Reducing the time spent eking out some extra gains in the gym opens up more options for a balanced approach to fitness and athleticism. I think a combination of HIIT, fight cardio, mobility work, footwork, power work, rotational core work, combined with strength work, would show the greatest results in the shortest time. Solely lifting weights is highly overrated from a functional perspective since it's based on specific planes and angles. There is significant carryover of strength between similar planes of motion governed by the principle of specificity. This means your body adapts most to the exact stresses placed on it. Based on this, we need to train through multiple planes of motion to ensure strength transfers to real-world movements.
If you start boxing, you may be stunned by how weak your punches are. Indeed, an untrained person with more muscle is still going to throw a stronger punch than an untrained person who’s weak. You still need to train to be good at punching. Strength is the foundation, but it's the technique that makes it effective. Force is delivered through a kinetic chain that begins with your feet. Explosive strength training is great for maximizing your ability to get up from the gamer chair and out of the gooncave.

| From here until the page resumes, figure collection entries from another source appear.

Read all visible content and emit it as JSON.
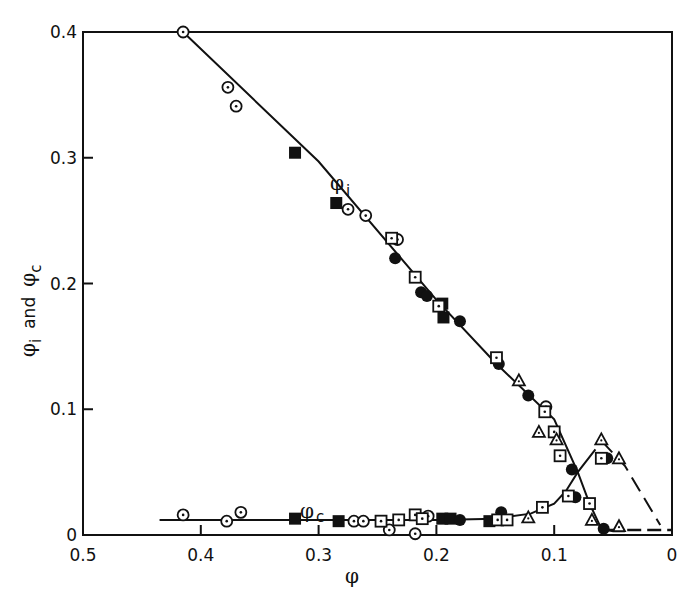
{
  "chart_data": {
    "type": "scatter",
    "title": "",
    "xlabel": "φ",
    "ylabel": "φi and φc",
    "xlim": [
      0.5,
      0
    ],
    "ylim": [
      0,
      0.4
    ],
    "x_reversed": true,
    "grid": false,
    "legend": "none (series labeled inline)",
    "x_ticks": [
      "0.5",
      "0.4",
      "0.3",
      "0.2",
      "0.1",
      "0"
    ],
    "y_ticks": [
      "0",
      "0.1",
      "0.2",
      "0.3",
      "0.4"
    ],
    "annotations": [
      {
        "text": "φi",
        "x": 0.29,
        "y": 0.297
      },
      {
        "text": "φc",
        "x": 0.29,
        "y": 0.018
      }
    ],
    "curves": [
      {
        "name": "φi fit",
        "style": "solid",
        "points": [
          [
            0.415,
            0.4
          ],
          [
            0.3,
            0.297
          ],
          [
            0.2,
            0.187
          ],
          [
            0.15,
            0.137
          ],
          [
            0.1,
            0.092
          ],
          [
            0.08,
            0.05
          ],
          [
            0.07,
            0.025
          ],
          [
            0.06,
            0.005
          ],
          [
            0.05,
            0.003
          ],
          [
            0.04,
            0.003
          ]
        ]
      },
      {
        "name": "φc fit",
        "style": "solid",
        "points": [
          [
            0.435,
            0.012
          ],
          [
            0.3,
            0.012
          ],
          [
            0.2,
            0.012
          ],
          [
            0.15,
            0.013
          ],
          [
            0.12,
            0.017
          ],
          [
            0.1,
            0.025
          ],
          [
            0.09,
            0.035
          ],
          [
            0.08,
            0.05
          ],
          [
            0.065,
            0.068
          ]
        ]
      },
      {
        "name": "φc extrapolated",
        "style": "dashed",
        "points": [
          [
            0.06,
            0.075
          ],
          [
            0.04,
            0.055
          ],
          [
            0.01,
            0.008
          ],
          [
            0.0,
            0.007
          ],
          [
            0.06,
            0.004
          ]
        ]
      }
    ],
    "series": [
      {
        "name": "open circle (dotted)",
        "marker": "circle-dot",
        "phi_i": [
          [
            0.415,
            0.4
          ],
          [
            0.377,
            0.356
          ],
          [
            0.37,
            0.341
          ],
          [
            0.275,
            0.259
          ],
          [
            0.26,
            0.254
          ],
          [
            0.233,
            0.235
          ],
          [
            0.107,
            0.102
          ]
        ],
        "phi_c": [
          [
            0.415,
            0.016
          ],
          [
            0.378,
            0.011
          ],
          [
            0.366,
            0.018
          ],
          [
            0.27,
            0.011
          ],
          [
            0.262,
            0.011
          ],
          [
            0.24,
            0.004
          ],
          [
            0.218,
            0.001
          ],
          [
            0.207,
            0.015
          ]
        ]
      },
      {
        "name": "filled square",
        "marker": "square-filled",
        "phi_i": [
          [
            0.32,
            0.304
          ],
          [
            0.285,
            0.264
          ],
          [
            0.195,
            0.184
          ],
          [
            0.194,
            0.173
          ]
        ],
        "phi_c": [
          [
            0.32,
            0.013
          ],
          [
            0.283,
            0.011
          ],
          [
            0.195,
            0.013
          ],
          [
            0.188,
            0.013
          ],
          [
            0.155,
            0.011
          ]
        ]
      },
      {
        "name": "filled circle",
        "marker": "circle-filled",
        "phi_i": [
          [
            0.235,
            0.22
          ],
          [
            0.213,
            0.193
          ],
          [
            0.208,
            0.19
          ],
          [
            0.18,
            0.17
          ],
          [
            0.147,
            0.136
          ],
          [
            0.122,
            0.111
          ],
          [
            0.085,
            0.052
          ],
          [
            0.058,
            0.005
          ]
        ],
        "phi_c": [
          [
            0.18,
            0.012
          ],
          [
            0.145,
            0.018
          ],
          [
            0.148,
            0.012
          ],
          [
            0.082,
            0.03
          ],
          [
            0.055,
            0.061
          ]
        ]
      },
      {
        "name": "open square (dotted)",
        "marker": "square-dot",
        "phi_i": [
          [
            0.238,
            0.236
          ],
          [
            0.218,
            0.205
          ],
          [
            0.198,
            0.182
          ],
          [
            0.149,
            0.141
          ],
          [
            0.108,
            0.098
          ],
          [
            0.1,
            0.082
          ],
          [
            0.095,
            0.063
          ],
          [
            0.07,
            0.025
          ]
        ],
        "phi_c": [
          [
            0.247,
            0.011
          ],
          [
            0.232,
            0.012
          ],
          [
            0.218,
            0.016
          ],
          [
            0.212,
            0.013
          ],
          [
            0.148,
            0.012
          ],
          [
            0.14,
            0.012
          ],
          [
            0.11,
            0.022
          ],
          [
            0.088,
            0.031
          ],
          [
            0.06,
            0.061
          ]
        ]
      },
      {
        "name": "open triangle (dotted)",
        "marker": "triangle-dot",
        "phi_i": [
          [
            0.13,
            0.123
          ],
          [
            0.113,
            0.082
          ],
          [
            0.098,
            0.076
          ],
          [
            0.068,
            0.012
          ]
        ],
        "phi_c": [
          [
            0.122,
            0.014
          ],
          [
            0.06,
            0.076
          ],
          [
            0.045,
            0.061
          ],
          [
            0.045,
            0.007
          ]
        ]
      }
    ]
  },
  "labels": {
    "x_axis_title": "φ",
    "y_axis_title_main_1": "φ",
    "y_axis_title_sub_1": "i",
    "y_axis_title_and": "and",
    "y_axis_title_main_2": "φ",
    "y_axis_title_sub_2": "c",
    "series_label_i_main": "φ",
    "series_label_i_sub": "i",
    "series_label_c_main": "φ",
    "series_label_c_sub": "c"
  }
}
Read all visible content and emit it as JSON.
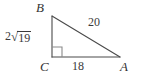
{
  "figure": {
    "background_color": "#ffffff",
    "stroke_color": "#4a4a4a",
    "text_color": "#3a3a3a"
  },
  "vertices": {
    "top": {
      "label": "B",
      "x": 52,
      "y": 16
    },
    "bottom_left": {
      "label": "C",
      "x": 52,
      "y": 57
    },
    "bottom_right": {
      "label": "A",
      "x": 120,
      "y": 57
    }
  },
  "sides": {
    "hypotenuse": {
      "label": "20",
      "from": "B",
      "to": "A"
    },
    "base": {
      "label": "18",
      "from": "C",
      "to": "A"
    },
    "left_leg": {
      "coefficient": "2",
      "radical_sign": "√",
      "radicand": "19",
      "full_label": "2√19",
      "from": "B",
      "to": "C"
    }
  },
  "right_angle": {
    "at_vertex": "C",
    "marker": "square",
    "size": 10
  }
}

Training should complement your life, not take up all your free time. Train to live, don't live to train. The gym isn't your only sanctuary, nor should it define your worth. Get strong, get lean, get some cardio in, and then get on with it. Your body is a vehicle for real-world conquest and experience, not a monument to vanity or an escape from responsibility. Use it to seize life's opportunities, not just to admire yourself in the mirror. At the end of the day, nobody truly cares how much you bench.